CHOICE advises there’s no legal definition of ‘free-range’ eggs and the Australian Egg Corporation’s standards don’t meet those recommended by animal welfare organisations. “We need tighter regulation of the term free-range. Well over half the hens described as free-range are housed in huge sheds, may never go outside and their eggs may come off conveyor belts,” said CHOICE spokesman Christopher Zinn.

While the European Union has enforceable standards in Australia there are only voluntary standards set by the Free Range Egg and Poultry Association of Australia (FREPAA), Biological Farmers of Australia and animal welfare groups including the RSPCA – according to CHOICE.

The Australian Egg Corporation, which represents 90% of producers, has a quality assurance scheme which includes free-range egg production but its standards allow more birds per square metre of shed or range area than others.

The scheme, called Egg Corp Assured, allows 14 birds per square metre in the shed, FREPAA standards only seven and EU guidelines no more than nine.
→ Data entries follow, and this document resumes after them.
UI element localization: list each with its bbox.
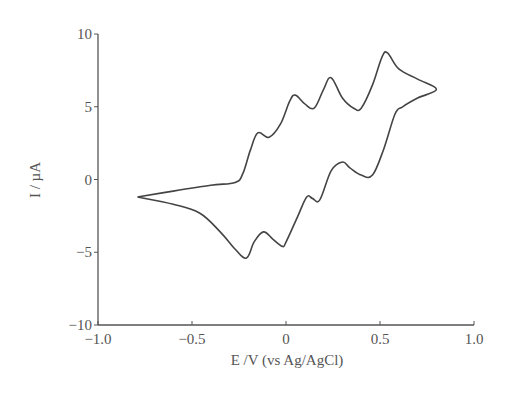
x-tick-label: −1.0	[84, 331, 111, 347]
x-tick-label: 0.5	[371, 331, 390, 347]
x-axis-label: E /V (vs Ag/AgCl)	[231, 352, 344, 369]
cv-curve	[138, 52, 437, 258]
y-tick-label: −5	[76, 244, 92, 260]
x-tick-label: 0	[282, 331, 290, 347]
y-ticks: 1050−5−10	[69, 26, 98, 333]
x-tick-label: 1.0	[465, 331, 484, 347]
y-tick-label: 0	[85, 172, 93, 188]
y-tick-label: 10	[77, 26, 92, 42]
x-tick-label: −0.5	[178, 331, 205, 347]
y-axis-label: I / µA	[27, 162, 43, 198]
cv-chart: 1050−5−10 −1.0−0.500.51.0 E /V (vs Ag/Ag…	[0, 0, 521, 410]
y-tick-label: 5	[85, 99, 93, 115]
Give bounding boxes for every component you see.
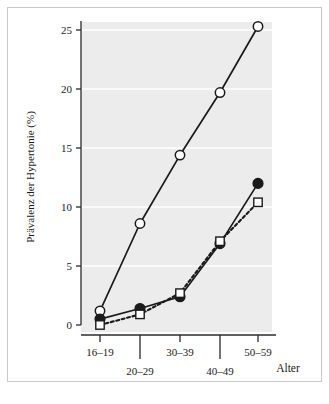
hypertension-prevalence-chart: 0510152025 16–1920–2930–3940–4950–59 Prä… [0, 0, 329, 404]
data-point-open-circle [253, 22, 262, 31]
plot-background [81, 22, 272, 332]
y-axis-title-text: Prävalenz der Hypertonie (%) [24, 111, 37, 243]
y-tick-label: 20 [61, 83, 73, 95]
x-tick-label: 40–49 [206, 365, 234, 377]
y-axis: 0510152025 [61, 21, 81, 331]
data-point-open-square [136, 310, 144, 318]
data-point-open-square [254, 198, 262, 206]
data-point-open-square [216, 237, 224, 245]
y-axis-title: Prävalenz der Hypertonie (%) [24, 111, 37, 243]
x-axis-title-text: Alter [276, 362, 300, 374]
y-tick-label: 10 [61, 201, 73, 213]
figure-container: 0510152025 16–1920–2930–3940–4950–59 Prä… [0, 0, 329, 404]
data-point-open-circle [215, 88, 224, 97]
x-axis-title: Alter [276, 362, 300, 374]
x-tick-label: 20–29 [126, 365, 154, 377]
x-axis: 16–1920–2930–3940–4950–59 [81, 335, 276, 377]
data-point-open-square [176, 289, 184, 297]
data-point-open-circle [175, 150, 184, 159]
x-tick-label: 30–39 [166, 346, 194, 358]
y-tick-label: 15 [61, 142, 73, 154]
data-point-filled-circle [253, 178, 263, 188]
y-tick-label: 0 [67, 319, 73, 331]
data-point-open-square [96, 321, 104, 329]
data-point-open-circle [135, 219, 144, 228]
x-tick-label: 50–59 [244, 346, 272, 358]
y-tick-label: 25 [61, 24, 73, 36]
y-tick-label: 5 [67, 260, 73, 272]
x-tick-label: 16–19 [86, 346, 114, 358]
By comparison cage systems, which supply more than two-thirds of the eggs sold in supermarkets, allow the space equivalent of 18 birds per square metre. The issue of what constitutes free range has been in the public limelight in Europe in recent years, particularly in the wake of the campaign against battery hens led by popular chef Jamie Oliver.

“CHOICE bought every brand of free-range egg we could find across much of the country and only one was independently certified by an agency apart from the Egg Corporation. One of the larger producers said the other certifiers set ‘unreasonable conditions’,” Mr Zinn reported.

Of almost 700 free-range eggs tested 36% failed an internationally recognised test for freshness, being described as “weak and watery”. CHOICE also wants to see eggs stamped with the date on which they were packed instead of unreliable best-before dates.